Is it possible to create your own graphics API?

Started by
14 comments, last by Fiddler 13 years, 2 months ago
[quote=Antheus]Talking to hardware directly, especially to degree done by vendor-provided drivers is impossible, since those details are one most heavily guarded trade secrets in computing industry today. [/quote]

While I agree with the essence of your post, this part is quite wrong. 2 out of the 3 major GPU manufacturers release hardware specifications today. This includes hardware registers, instruction sets, CRTC setup, engine/memory clocking and almost everything else necessary to create a high-performance 3d driver for that hardware. In fact, open-source drivers now exist that, in some cases, surpass the official drivers in performance and capabilities.

(In case anyone is wondering, the two manufacturers who release specifications are AMD and Intel. The one that doesn't is Nvidia but its hardware has been reverse-engineered to the extent that a 3d driver is possible).

Back on topic: if you wish to construct a brand new graphics API, check the open-source graphics stack on Linux (Search for "Gallium3d" and "Mesa3d"). It is built in such a way that it is possible to layer new APIs with full hardware acceleration on top and people have been using it to accelerate OpenVG, OpenCL, OpenGL ES, OpenGL, Direct3D and video decoding APIs. This is actually very cool: not only is all the source code available for studying, its developers also tend to be very helpful.


Your only other option is to layer your API on top of D3D/OpenGL, which is going to be suboptimal up to a point.

[OpenTK: C# OpenGL 4.4, OpenGL ES 3.0 and OpenAL 1.1. Now with Linux/KMS support!]

Advertisement

(In case anyone is wondering, the two manufacturers who release specifications are AMD and Intel. The one that doesn't is Nvidia but its hardware has been reverse-engineered to the extent that a 3d driver is possible).


o_O Did something happen while I was not paying attention, such that AMD and Intel are now major GPU manufacturers, but ATI isn't?

o_O Did something happen while I was not paying attention, such that AMD and Intel are now major GPU manufacturers, but ATI isn't?


Well AMD bought ATI, and Intel sold millions of motherboards with crappy embedded graphics hardware. Welcome to the future! :)

[quote name='Zahlman' timestamp='1297246884' post='4771803']
o_O Did something happen while I was not paying attention, such that AMD and Intel are now major GPU manufacturers, but ATI isn't?


Well AMD bought ATI, and Intel sold millions of motherboards with crappy embedded graphics hardware. Welcome to the future! :)
[/quote]

And NVidia...what?

My Gamedev Journal: 2D Game Making, the Easy Way

---(Old Blog, still has good info): 2dGameMaking
-----
"No one ever posts on that message board; it's too crowded." - Yoga Berra (sorta)
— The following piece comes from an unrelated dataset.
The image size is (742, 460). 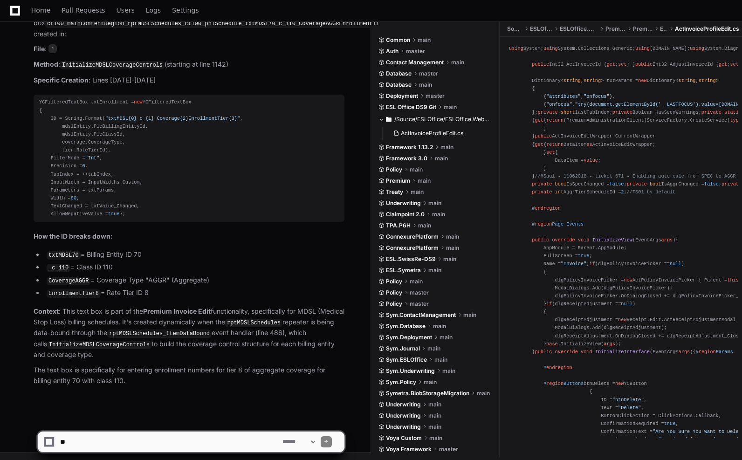 I want to click on span: "txtMDSL{0}_c_{1}_Coverage{2}EnrollmentTier{3}", so click(x=173, y=118).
@Zahlman - Yes, something did happen whil you were not paying attention.

AMD is ATI or rather ATI is no more..
How did that manage to pass you by?
Even if you've somehow missed the media fallout these past few years, there's that little hint where http://www.ati.com redirects to http://www.amd.com ...

[OpenTK: C# OpenGL 4.4, OpenGL ES 3.0 and OpenAL 1.1. Now with Linux/KMS support!]

This topic is closed to new replies.